The main file in the debug module is ES6 (and that's not going to change) and unfortunately there doesn't seem to be any guidance there on babel configuration for node_modules dependencies.
The CLI output doesn't seem to include anything revealing. The output files are being created, as expected, and they work on modern browsers. It's just that rest parameter I can't get rid of.
Can anyone point me in the right direction? It looks like #babel/plugin-transform-parameters should fix the issue, but none of the configuration variations I've tried have had any effect on the debug code.
Edit: After a closer look, it seems that the problem may be that babel is doing too much transpiling, rather than not enough.

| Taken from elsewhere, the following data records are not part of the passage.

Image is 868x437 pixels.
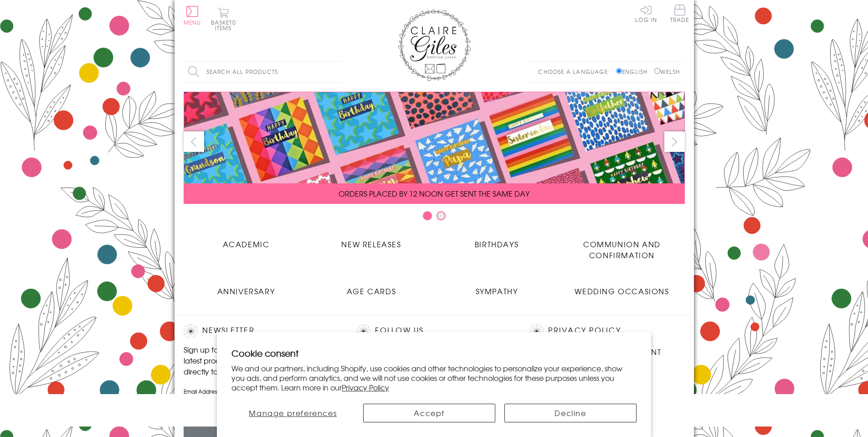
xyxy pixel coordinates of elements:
span: Communion and Confirmation [583,239,661,260]
span: Academic [223,239,270,249]
span: Birthdays [475,239,519,249]
h2: Cookie consent [232,347,637,360]
input: English [616,68,622,74]
a: Privacy Policy [342,381,389,392]
button: prev [184,131,204,152]
a: Privacy Policy [549,324,621,337]
button: next [664,131,685,152]
p: Choose a language: [539,67,614,76]
p: We and our partners, including Shopify, use cookies and other technologies to personalize your ex... [232,363,637,391]
a: Anniversary [184,279,309,297]
span: Trade [671,5,690,23]
label: Welsh [654,67,681,76]
a: Birthdays [434,232,560,249]
span: Wedding Occasions [575,286,669,297]
button: Manage preferences [232,403,354,422]
span: ORDERS PLACED BY 12 NOON GET SENT THE SAME DAY [338,188,530,198]
button: Decline [505,403,637,422]
p: Sign up for our newsletter to receive the latest product launches, news and offers directly to yo... [184,344,338,377]
span: Menu [184,18,201,26]
label: Email Address [184,387,338,395]
span: New Releases [341,239,401,249]
img: Claire Giles Greetings Cards [398,9,471,81]
a: Age Cards [309,279,434,297]
div: Carousel Pagination [184,210,685,225]
span: Sympathy [476,286,519,297]
label: English [616,67,652,76]
button: Carousel Page 1 (Current Slide) [423,211,432,220]
button: Menu [184,6,201,25]
a: Trade [671,5,690,25]
button: Basket0 items [211,7,237,31]
span: Anniversary [217,286,276,297]
input: Search [334,62,343,82]
a: Log In [635,5,657,23]
h2: Follow Us [357,324,511,338]
input: Search all products [184,62,343,82]
a: Communion and Confirmation [560,232,685,260]
h2: Newsletter [184,324,338,338]
a: Sympathy [434,279,560,297]
span: Manage preferences [249,407,337,418]
a: New Releases [309,232,434,249]
a: Wedding Occasions [560,279,685,297]
button: Accept [363,403,496,422]
span: Age Cards [347,286,396,297]
span: 0 items [215,18,237,32]
button: Carousel Page 2 [437,211,446,220]
input: Welsh [654,68,661,74]
a: Academic [184,232,309,249]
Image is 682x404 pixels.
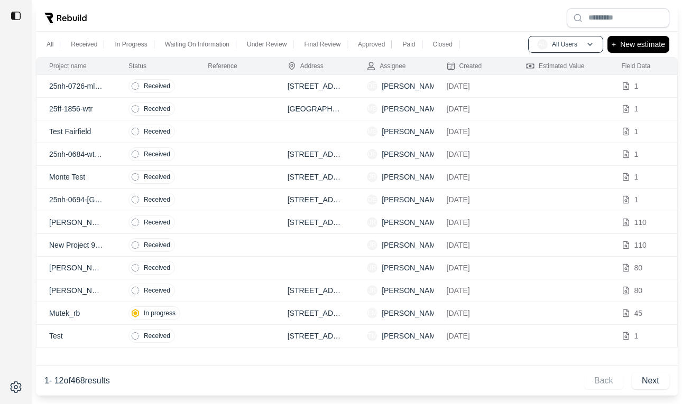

It looks like this bit of code from node_modules/debug/dist/debug.js is being transformed into the problematic rest parameter.
IN:
function log() {
var _console;
// This hackery is required for IE8/9, where
// the `console.log` function doesn't have 'apply'
return (typeof console === "undefined" ? "undefined" : _typeof(console)) === 'object' && console.log && (_console = console).log.apply(_console, arguments);
}
OUT:
function(n){e.log=function(...A){return"object"==typeof console&&console.log&&console.log(...A)}
I've tried including both my source directory and the debug module as an array:
{
loader: 'babel-loader',
test: [path.resolve(__dirname, 'src'), /node_modules\/debug/]
},
I've tried including all .js files, but excluding most node_modules sub-directories...
{
loader: 'babel-loader',
test: /(\.jsx|\.js)$/,
exclude: /node_modules\/(?!debug)/
},
Even splitting into multiple rules:
{
loader: 'babel-loader',
test: /(\.jsx|\.js)$/,
exclude: /node_modules/
},
{
loader: 'babel-loader',
test: /node_modules\/debug/
},
Using a function had the same effect:
const shouldExclude = filename => {
if (/my-project[\\\/]src/.test(filename)) return false;
if (/my-project[\\\/]test/.test(filename)) return false;
if (/my-project[\\\/]node_modules[\\\/]debug/.test(filename)) return false;
return true;
};
...
module: {
rules: [{ test: /\.js$/, exclude: shouldExclude, use: ['babel-loader'] }],
},
Here are the mostly-complete config files, for reference
package.json
{
"name": "my-js-library",
"devDependencies": {
"#babel/cli": "^7.8.4",
"#babel/core": "^7.9.0",
"#babel/plugin-transform-object-assign": "^7.8.3",
"#babel/plugin-transform-parameters": "^7.9.3",
"#babel/plugin-transform-runtime": "^7.9.0",
"#babel/polyfill": "^7.8.7",
"#babel/preset-env": "^7.9.0",
"#babel/register": "^7.9.0",
"#babel/runtime": "^7.9.0",
"babel-eslint": "^10.1.0",
"babel-loader": "^8.1.0",
"babel-plugin-add-module-exports": "^1.0.2",
"babel-plugin-transform-class-properties": "^6.24.1",
"babel-preset-env": "^7.0.0-beta.3",
"classlist-polyfill": "^1.2.0",
"debug": "4.1.1",
"eslint": "^6.8.0",
"eslint-loader": "^3.0.3",
"eslint-plugin-html": "^6.0.0",
"uglifyjs-webpack-plugin": "^2.2.0",
"webpack": "^4.42.0",
"webpack-cli": "^3.3.11",
"yargs": "^15.3.1"
},
"dependencies": {}
}
.babelrc
{
"presets": ["#babel/preset-env"],
"plugins": [
"babel-plugin-add-module-exports",
"transform-class-properties",
"#babel/plugin-transform-object-assign",
"#babel/plugin-transform-runtime",
"#babel/plugin-transform-parameters"
]
}
webpack.config.js
const config = {
mode: 'production,
entry: __dirname + '/src/index.js',
devtool: 'source-map',
output: {
path: __dirname + '/lib',
filename: my-js-library.min.js,
library: 'MyJsLibrary',
libraryTarget: 'umd',
},
module: {
rules: [
{
test: /(\.jsx|\.js)$/,
loader: 'babel-loader',
exclude: /node_modules/,
},
{
test: /node_modules\/debug/,
loader: 'babel-loader',
},
{
test: /(\.jsx|\.js)$/,
loader: 'eslint-loader',
exclude: /node_modules/,
},
],
},
stats: 'minimal',
resolve: {
modules: [path.resolve('./node_modules'), path.resolve('./src')],
extensions: ['.json', '.js'],
},
};
module.exports = config;
I'm trying to integrate Vue.js (which I'm also new to) with an existing .NET MVC project. This is so that I can give Vue a try in certain Areas of the application where I think it would be appropriate.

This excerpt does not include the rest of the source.